On 27 Jan 1999, Alexandre Oliva wrote:
> > Having libtool default to -rpath is what's causing problems.
> 
> This is IMHO completely backwards :-)
> 
> When a program is linked with a shared library, a contract is
> established between them stating that the library (or any newer but
> compatible version thereof, on systems that support library
> versioning) will supply the symbols that the program resolved from it,
> and the program will be able to find the library at that point.  If
> you move the library and replace it with an incompatible one, you're
> breaking the contract and the versioning mechanism, so you can't blame
> the program for crashing, nor the tool that created the program.

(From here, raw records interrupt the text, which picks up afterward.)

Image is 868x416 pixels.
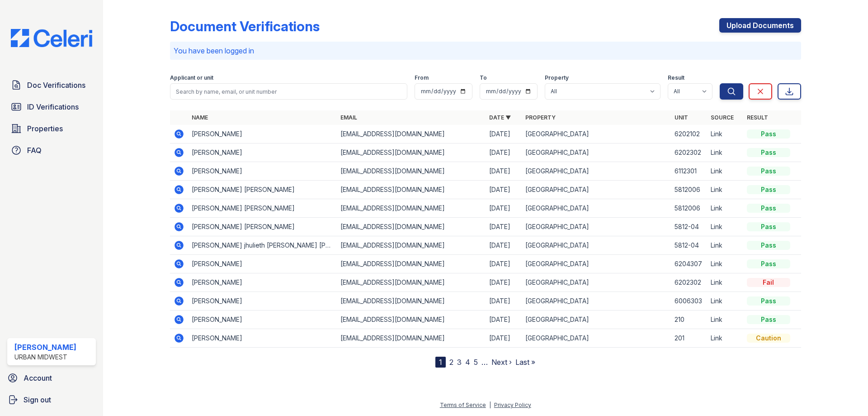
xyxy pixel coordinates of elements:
a: Source [711,114,734,121]
td: 5812006 [671,199,708,217]
span: ID Verifications [28,102,79,112]
a: Properties [8,120,96,138]
td: [DATE] [485,143,522,161]
a: Privacy Policy [495,401,532,408]
td: Link [708,236,744,255]
a: Date ▼ [489,114,511,121]
div: Pass [747,203,790,213]
p: You have been logged in [174,46,798,56]
div: Pass [747,129,790,139]
div: Pass [747,166,790,176]
td: [EMAIL_ADDRESS][DOMAIN_NAME] [337,236,485,255]
td: [PERSON_NAME] [PERSON_NAME] [188,180,337,199]
label: To [480,74,487,82]
a: Terms of Service [440,401,486,408]
td: [DATE] [485,217,522,236]
td: [EMAIL_ADDRESS][DOMAIN_NAME] [337,161,485,180]
td: [EMAIL_ADDRESS][DOMAIN_NAME] [337,124,485,143]
span: Sign out [24,394,51,405]
td: [GEOGRAPHIC_DATA] [522,124,670,143]
div: Pass [747,296,790,305]
img: CE_Logo_Blue-a8612792a0a2168367f1c8372b55b34899dd931a85d93a1a3d3e32e68fde9ad4.png [4,28,100,47]
div: | [489,401,491,408]
a: 5 [474,357,478,367]
td: Link [708,180,744,199]
span: Account [24,372,52,383]
td: [DATE] [485,311,522,329]
a: Result [747,114,768,121]
td: [GEOGRAPHIC_DATA] [522,292,670,311]
a: 2 [449,357,454,367]
td: [EMAIL_ADDRESS][DOMAIN_NAME] [337,143,485,161]
a: Doc Verifications [8,76,96,94]
td: Link [708,274,744,292]
div: Pass [747,222,790,231]
td: 6006303 [671,292,708,311]
a: Property [525,114,556,121]
td: [EMAIL_ADDRESS][DOMAIN_NAME] [337,329,485,348]
span: Doc Verifications [28,80,85,90]
td: [EMAIL_ADDRESS][DOMAIN_NAME] [337,217,485,236]
td: [EMAIL_ADDRESS][DOMAIN_NAME] [337,311,485,329]
td: 6204307 [671,255,708,274]
td: [EMAIL_ADDRESS][DOMAIN_NAME] [337,292,485,311]
td: Link [708,143,744,161]
div: Pass [747,314,790,324]
div: Caution [747,333,790,342]
a: Next › [492,357,512,367]
td: [GEOGRAPHIC_DATA] [522,217,670,236]
td: [DATE] [485,124,522,143]
td: [DATE] [485,161,522,180]
td: Link [708,124,744,143]
td: [PERSON_NAME] [188,329,337,348]
td: [EMAIL_ADDRESS][DOMAIN_NAME] [337,255,485,274]
a: FAQ [8,142,96,160]
td: 6202302 [671,143,708,161]
td: [DATE] [485,180,522,199]
a: Account [4,369,100,387]
label: From [415,74,428,82]
td: [GEOGRAPHIC_DATA] [522,255,670,274]
td: [PERSON_NAME] [188,143,337,161]
td: [GEOGRAPHIC_DATA] [522,180,670,199]
div: Fail [747,277,790,287]
td: 5812-04 [671,236,708,255]
td: [DATE] [485,236,522,255]
div: Document Verifications [170,18,320,34]
span: … [481,356,488,368]
td: [DATE] [485,199,522,217]
td: [GEOGRAPHIC_DATA] [522,274,670,292]
td: [PERSON_NAME] jhulieth [PERSON_NAME] [PERSON_NAME] [188,236,337,255]
span: FAQ [28,144,42,156]
td: 5812006 [671,180,708,199]
div: [PERSON_NAME] [14,342,76,352]
td: Link [708,255,744,274]
td: [DATE] [485,329,522,348]
a: Upload Documents [720,18,802,32]
label: Result [668,74,685,82]
td: 6202302 [671,274,708,292]
td: Link [708,199,744,217]
td: [PERSON_NAME] [188,274,337,292]
td: [GEOGRAPHIC_DATA] [522,143,670,161]
a: Sign out [4,390,100,408]
td: Link [708,292,744,311]
div: Pass [747,148,790,157]
td: [PERSON_NAME] [188,124,337,143]
a: ID Verifications [8,98,96,116]
td: [EMAIL_ADDRESS][DOMAIN_NAME] [337,199,485,217]
span: Properties [28,123,63,134]
div: Pass [747,240,790,250]
td: [PERSON_NAME] [PERSON_NAME] [188,199,337,217]
td: [GEOGRAPHIC_DATA] [522,161,670,180]
td: [EMAIL_ADDRESS][DOMAIN_NAME] [337,180,485,199]
td: [DATE] [485,292,522,311]
label: Applicant or unit [170,74,214,82]
td: Link [708,161,744,180]
td: [GEOGRAPHIC_DATA] [522,236,670,255]
td: [EMAIL_ADDRESS][DOMAIN_NAME] [337,274,485,292]
a: 4 [465,357,470,367]
label: Property [545,74,569,82]
a: Name [192,114,208,121]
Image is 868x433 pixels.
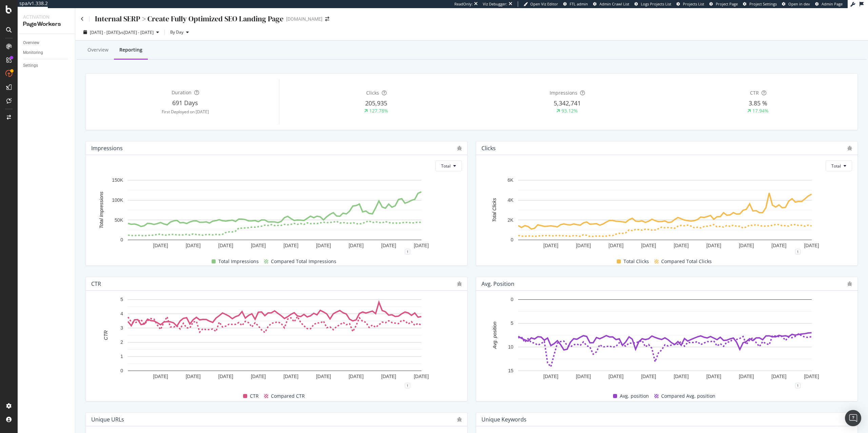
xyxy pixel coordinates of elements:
[23,40,40,46] div: Overview
[271,257,336,266] span: Compared Total Impressions
[482,296,848,385] div: A chart.
[482,280,514,287] div: Avg. position
[119,46,143,53] div: Reporting
[804,373,819,379] text: [DATE]
[482,177,848,252] svg: A chart.
[508,178,514,183] text: 6K
[286,16,322,23] div: [DOMAIN_NAME]
[674,242,689,248] text: [DATE]
[121,368,123,373] text: 0
[91,145,123,152] div: Impressions
[749,99,767,107] span: 3.85 %
[168,29,183,35] span: By Day
[816,1,843,7] a: Admin Page
[795,382,801,388] div: 1
[782,1,810,7] a: Open in dev
[365,99,387,107] span: 205,935
[441,163,450,169] span: Total
[251,373,266,379] text: [DATE]
[641,373,656,379] text: [DATE]
[115,217,124,223] text: 50K
[23,40,70,46] a: Overview
[349,373,363,379] text: [DATE]
[283,242,299,248] text: [DATE]
[405,382,410,388] div: 1
[186,242,201,248] text: [DATE]
[457,281,462,286] div: bug
[23,62,70,69] a: Settings
[414,242,429,248] text: [DATE]
[483,1,507,7] div: Viz Debugger:
[168,27,191,38] button: By Day
[91,177,458,252] svg: A chart.
[847,281,852,286] div: bug
[218,257,259,266] span: Total Impressions
[381,242,396,248] text: [DATE]
[369,107,388,114] div: 127.78%
[822,1,843,7] span: Admin Page
[576,373,591,379] text: [DATE]
[103,330,108,340] text: CTR
[153,373,168,379] text: [DATE]
[683,1,705,7] span: Projects List
[251,242,266,248] text: [DATE]
[99,191,104,228] text: Total Impressions
[23,62,38,69] div: Settings
[121,311,123,317] text: 4
[91,416,124,423] div: Unique URLs
[455,1,473,7] div: ReadOnly:
[91,280,101,287] div: CTR
[753,107,769,114] div: 17.94%
[716,1,738,7] span: Project Page
[508,368,513,373] text: 15
[414,373,429,379] text: [DATE]
[23,13,69,20] div: Activation
[550,90,578,96] span: Impressions
[283,373,299,379] text: [DATE]
[218,373,233,379] text: [DATE]
[743,1,777,7] a: Project Settings
[609,242,624,248] text: [DATE]
[710,1,738,7] a: Project Page
[674,373,689,379] text: [DATE]
[789,1,810,7] span: Open in dev
[508,197,514,203] text: 4K
[435,160,462,171] button: Total
[153,242,168,248] text: [DATE]
[750,90,759,96] span: CTR
[661,257,712,266] span: Compared Total Clicks
[405,248,410,254] div: 1
[482,416,527,423] div: Unique Keywords
[739,373,754,379] text: [DATE]
[23,20,69,28] div: PageWorkers
[511,320,513,326] text: 5
[80,16,84,21] a: Click to go back
[316,242,331,248] text: [DATE]
[511,237,513,242] text: 0
[576,242,591,248] text: [DATE]
[271,392,305,400] span: Compared CTR
[250,392,259,400] span: CTR
[641,1,672,7] span: Logs Projects List
[544,373,558,379] text: [DATE]
[218,242,233,248] text: [DATE]
[88,46,108,53] div: Overview
[847,146,852,150] div: bug
[544,242,558,248] text: [DATE]
[121,340,123,345] text: 2
[121,297,123,302] text: 5
[366,90,379,96] span: Clicks
[23,49,70,56] a: Monitoring
[121,325,123,331] text: 3
[119,29,154,35] span: vs [DATE] - [DATE]
[91,296,458,385] svg: A chart.
[772,242,786,248] text: [DATE]
[121,237,123,242] text: 0
[112,178,123,183] text: 150K
[23,49,43,56] div: Monitoring
[326,16,329,21] div: arrow-right-arrow-left
[661,392,716,400] span: Compared Avg. position
[600,1,630,7] span: Admin Crawl List
[511,297,513,302] text: 0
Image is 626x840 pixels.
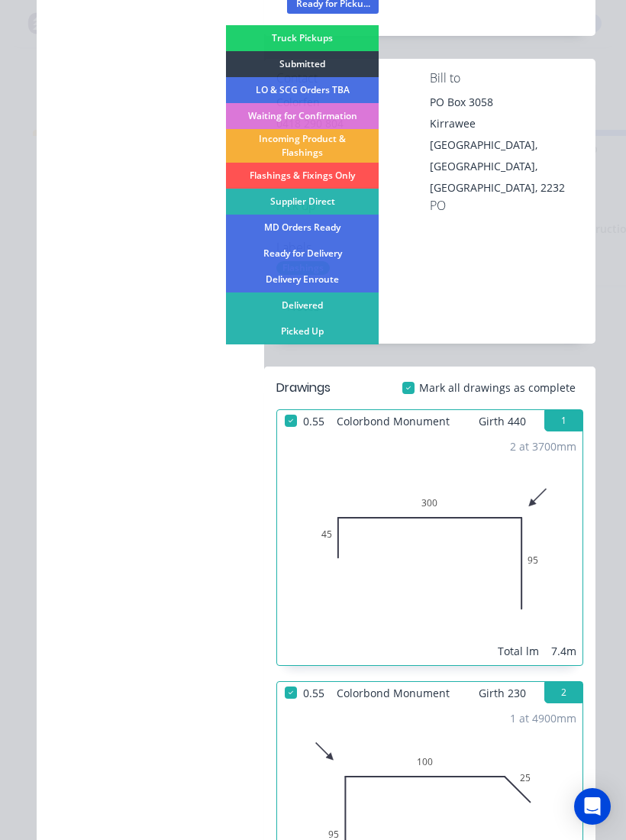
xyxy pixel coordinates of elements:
div: Bill to [430,71,584,86]
div: Open Intercom Messenger [574,788,611,825]
div: PO Box 3058 [430,92,584,113]
div: 045300952 at 3700mmTotal lm7.4m [277,433,583,665]
div: Incoming Product & Flashings [226,129,378,163]
span: 0.55 [297,682,330,704]
span: Colorbond Monument [330,682,456,704]
div: Total lm [498,643,539,659]
span: Mark all drawings as complete [419,380,576,396]
div: Notes [287,300,572,314]
div: Delivered [226,293,378,319]
div: Flashings & Fixings Only [226,163,378,189]
span: Girth 230 [479,682,526,704]
div: 1 at 4900mm [509,710,576,726]
div: Delivery Enroute [226,267,378,293]
div: Submitted [226,51,378,77]
div: Ready for Delivery [226,241,378,267]
div: Picked Up [226,319,378,344]
span: Colorbond Monument [330,410,456,433]
button: 2 [544,682,583,703]
div: PO Box 3058Kirrawee [GEOGRAPHIC_DATA], [GEOGRAPHIC_DATA], [GEOGRAPHIC_DATA], 2232 [430,92,584,198]
div: 2 at 3700mm [509,438,576,455]
div: Supplier Direct [226,189,378,215]
span: 0.55 [297,410,330,433]
div: PO [430,198,584,213]
span: Girth 440 [479,410,526,433]
div: Waiting for Confirmation [226,103,378,129]
div: MD Orders Ready [226,215,378,241]
div: Truck Pickups [226,25,378,51]
div: Kirrawee [GEOGRAPHIC_DATA], [GEOGRAPHIC_DATA], [GEOGRAPHIC_DATA], 2232 [430,113,584,198]
div: 7.4m [551,643,576,659]
button: 1 [544,410,583,432]
div: LO & SCG Orders TBA [226,77,378,103]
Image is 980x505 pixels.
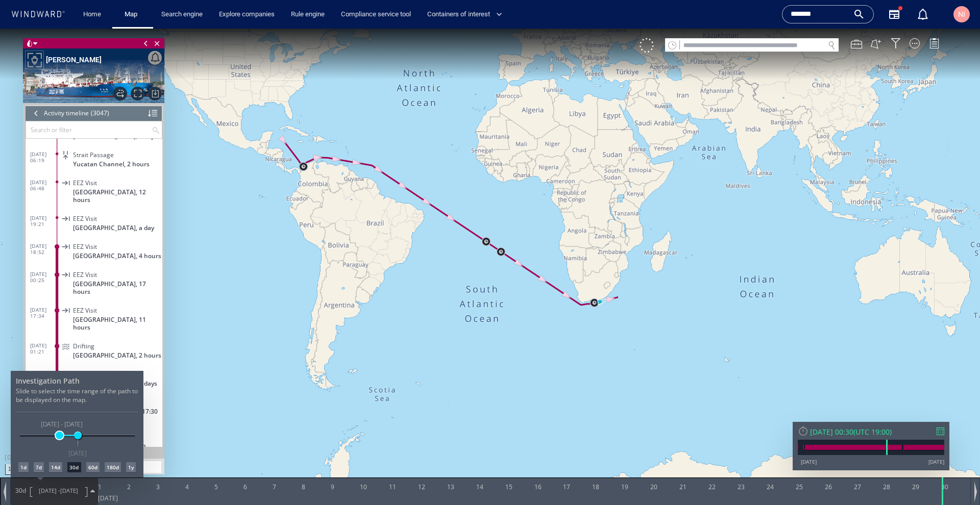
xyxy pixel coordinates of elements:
button: NI [951,4,971,25]
a: Search engine [157,6,207,24]
button: Map [116,6,149,24]
a: Compliance service tool [337,6,415,24]
a: Home [79,6,105,24]
div: 60d [86,433,100,444]
a: Rule engine [287,6,329,24]
iframe: Chat [936,459,972,497]
h4: Investigation Path [16,347,138,357]
div: 30d [67,433,80,444]
button: Containers of interest [423,6,510,24]
div: Notification center [917,9,929,20]
p: Slide to select the time range of the path to be displayed on the map. [16,358,138,384]
div: 14d [49,433,62,444]
span: Containers of interest [427,9,502,20]
a: Explore companies [215,6,278,24]
div: 1d [19,433,28,444]
div: 7d [33,433,44,444]
span: NI [958,10,965,19]
button: Home [75,6,108,24]
span: [DATE] - [DATE] [39,391,85,400]
div: 180d [105,433,121,444]
a: Map [120,6,145,24]
div: 1y [126,433,136,444]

The contract does not state that the library will be found in a particular
location on the filesystem hierarchy.  The contract simply states that the
library will be found.  Which library is used can be determined by the
linker.

Where is the need for rpath here?

The combination of library versions uniquely identifies, to a suitably
well configured linker, which library to find.

> > I've seen one too many instances of "<foo> crashes on Debian" that turned
> > out to be "<foo> is a libc5 binary with an RPATH of /usr/X11R6/lib" which on
> > any reasonably up to date Debian system contains libc6 X libraries.
> 
> See?  You replaced one library with an incompatible one without
> modifying its version number to mark it as incompatible.  Isn't this
> breaking the contract?  How could you expect it to work?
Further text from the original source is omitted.